Man stole car from Chicago hotel valet stand while on bail for driving a different stolen car, prosecutors say

CHICAGO — Prosecutors say a Chicago man was caught driving a car stolen from a Loop hotel valet stand while on bail for allegedly driving another stolen car that he claimed to have purchased from “a crackhead.”

Jhamar Howard, 41, appeared in bond court on Tuesday afternoon on charges of possessing a stolen motor vehicle and burglary.

The situation began Saturday when a driver handed their keys to the valet attendant at the Kimpton Gray Hotel, 122 West Monroe, according to prosecutor Victor Aberdeen. Hotel surveillance video would later show Howard taking the car’s keys from the valet desk, Aberdeen said.

Jhamar Howard (2021) | Chicago Police Department

A police helicopter spotted the stolen car in traffic the next day. Chicago police patrol units found it at a gas station with Howard in the driver’s seat wearing the same clothes he was seen wearing in the hotel video, prosecutors alleged.

Howard was on parole and on bail for another stolen car case at the time.

The previous auto theft case was filed in June after Chicago police allegedly found Howard driving a car stolen a few days earlier in Forest Park. During a bail hearing last June, prosecutors said Howard told police he bought the car “from a crackhead.”

At the time of that incident, he was on bail for a burglary case. He settled that case by pleading guilty to a felony charge of causing injury while resisting police and was released from prison on November 15. Two days after he got out, a Cook County judge reduced his bail in the stolen motor vehicle matter from $30,000 to a recognizance bond, according to Aberdeen.

On Tuesday, his public defender said he has four children, lives with his wife, and has worked in baggage claim at O’Hare for six years. Last June, a different public defender said he had been working for a plastics company for three years.

Judge David Kelly ordered Howard to pay a $2,500 bail deposit to go home on electronic monitoring in the new stolen vehicle case. Separately, he held Howard without bail for violating bond in the June filing.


REQUIREMENT: Look through the listing below, and wherever a line has the string "fraction", pull it out.

EXERCISE DATA:
****************************************

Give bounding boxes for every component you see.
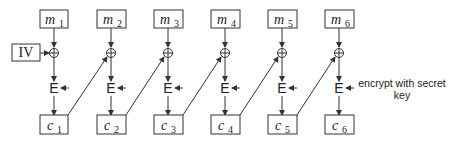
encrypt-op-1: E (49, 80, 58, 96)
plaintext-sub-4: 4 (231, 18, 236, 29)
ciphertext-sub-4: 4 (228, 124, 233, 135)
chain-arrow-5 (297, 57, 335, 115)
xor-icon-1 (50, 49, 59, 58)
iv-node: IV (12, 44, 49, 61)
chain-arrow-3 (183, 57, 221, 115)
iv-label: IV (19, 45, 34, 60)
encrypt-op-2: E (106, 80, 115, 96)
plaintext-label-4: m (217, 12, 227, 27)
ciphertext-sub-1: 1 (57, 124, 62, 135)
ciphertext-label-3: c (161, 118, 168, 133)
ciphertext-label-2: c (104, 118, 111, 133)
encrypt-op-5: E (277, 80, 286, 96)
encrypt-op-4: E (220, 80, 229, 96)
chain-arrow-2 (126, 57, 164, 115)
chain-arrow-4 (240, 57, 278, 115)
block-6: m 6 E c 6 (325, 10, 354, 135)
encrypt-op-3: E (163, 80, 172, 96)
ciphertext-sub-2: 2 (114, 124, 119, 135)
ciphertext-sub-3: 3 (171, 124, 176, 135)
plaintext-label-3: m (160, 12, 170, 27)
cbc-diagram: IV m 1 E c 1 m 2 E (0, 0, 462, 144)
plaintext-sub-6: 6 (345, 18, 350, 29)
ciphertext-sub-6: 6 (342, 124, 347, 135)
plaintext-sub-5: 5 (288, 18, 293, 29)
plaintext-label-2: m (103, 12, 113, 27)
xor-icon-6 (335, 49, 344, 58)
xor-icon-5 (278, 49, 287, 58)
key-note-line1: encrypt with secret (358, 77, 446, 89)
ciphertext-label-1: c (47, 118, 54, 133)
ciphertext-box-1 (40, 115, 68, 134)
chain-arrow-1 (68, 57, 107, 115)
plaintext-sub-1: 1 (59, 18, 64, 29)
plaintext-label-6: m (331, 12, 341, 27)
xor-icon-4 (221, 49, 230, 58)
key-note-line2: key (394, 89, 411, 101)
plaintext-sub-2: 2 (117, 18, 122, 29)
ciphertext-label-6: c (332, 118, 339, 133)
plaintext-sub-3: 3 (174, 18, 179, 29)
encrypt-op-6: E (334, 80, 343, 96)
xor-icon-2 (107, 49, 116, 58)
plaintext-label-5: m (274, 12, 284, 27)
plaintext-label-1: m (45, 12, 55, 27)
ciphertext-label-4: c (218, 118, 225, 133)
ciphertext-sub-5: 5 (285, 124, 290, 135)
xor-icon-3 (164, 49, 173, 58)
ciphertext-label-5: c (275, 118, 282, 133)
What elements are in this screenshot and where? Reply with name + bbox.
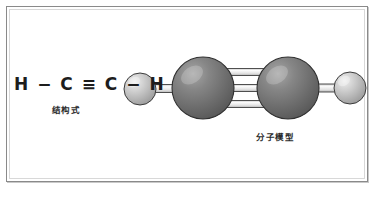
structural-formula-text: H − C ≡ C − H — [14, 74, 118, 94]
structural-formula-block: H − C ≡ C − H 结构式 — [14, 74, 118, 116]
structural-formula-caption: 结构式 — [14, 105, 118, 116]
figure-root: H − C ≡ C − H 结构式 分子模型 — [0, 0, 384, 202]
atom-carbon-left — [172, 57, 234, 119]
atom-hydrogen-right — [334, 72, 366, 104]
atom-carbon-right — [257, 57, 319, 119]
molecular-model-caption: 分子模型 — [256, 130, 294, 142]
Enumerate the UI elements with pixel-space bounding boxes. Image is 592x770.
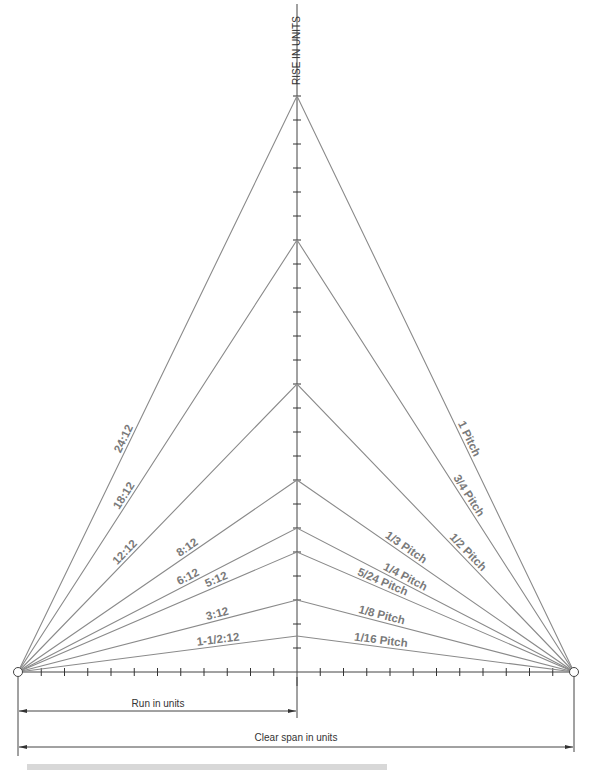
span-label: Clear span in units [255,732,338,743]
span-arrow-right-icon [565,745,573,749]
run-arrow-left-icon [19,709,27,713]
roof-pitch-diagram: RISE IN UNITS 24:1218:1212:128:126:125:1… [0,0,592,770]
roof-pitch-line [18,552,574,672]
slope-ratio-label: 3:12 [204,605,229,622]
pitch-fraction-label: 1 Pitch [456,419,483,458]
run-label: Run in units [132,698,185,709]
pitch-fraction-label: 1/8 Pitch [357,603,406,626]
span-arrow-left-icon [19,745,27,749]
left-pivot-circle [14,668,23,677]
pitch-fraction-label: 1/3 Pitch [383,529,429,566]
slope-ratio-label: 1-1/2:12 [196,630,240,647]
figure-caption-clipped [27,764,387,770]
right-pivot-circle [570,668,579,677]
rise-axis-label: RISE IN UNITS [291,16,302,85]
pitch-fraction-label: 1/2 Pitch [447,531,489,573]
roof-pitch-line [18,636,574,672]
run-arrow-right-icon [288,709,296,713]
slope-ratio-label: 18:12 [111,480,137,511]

****************************************

EXERCISE OUTPUT:
pitch-fraction-label: 1 Pitch [456,419,483,458]
pitch-fraction-label: 1/8 Pitch [357,603,406,626]
pitch-fraction-label: 1/3 Pitch [383,529,429,566]
pitch-fraction-label: 1/2 Pitch [447,531,489,573]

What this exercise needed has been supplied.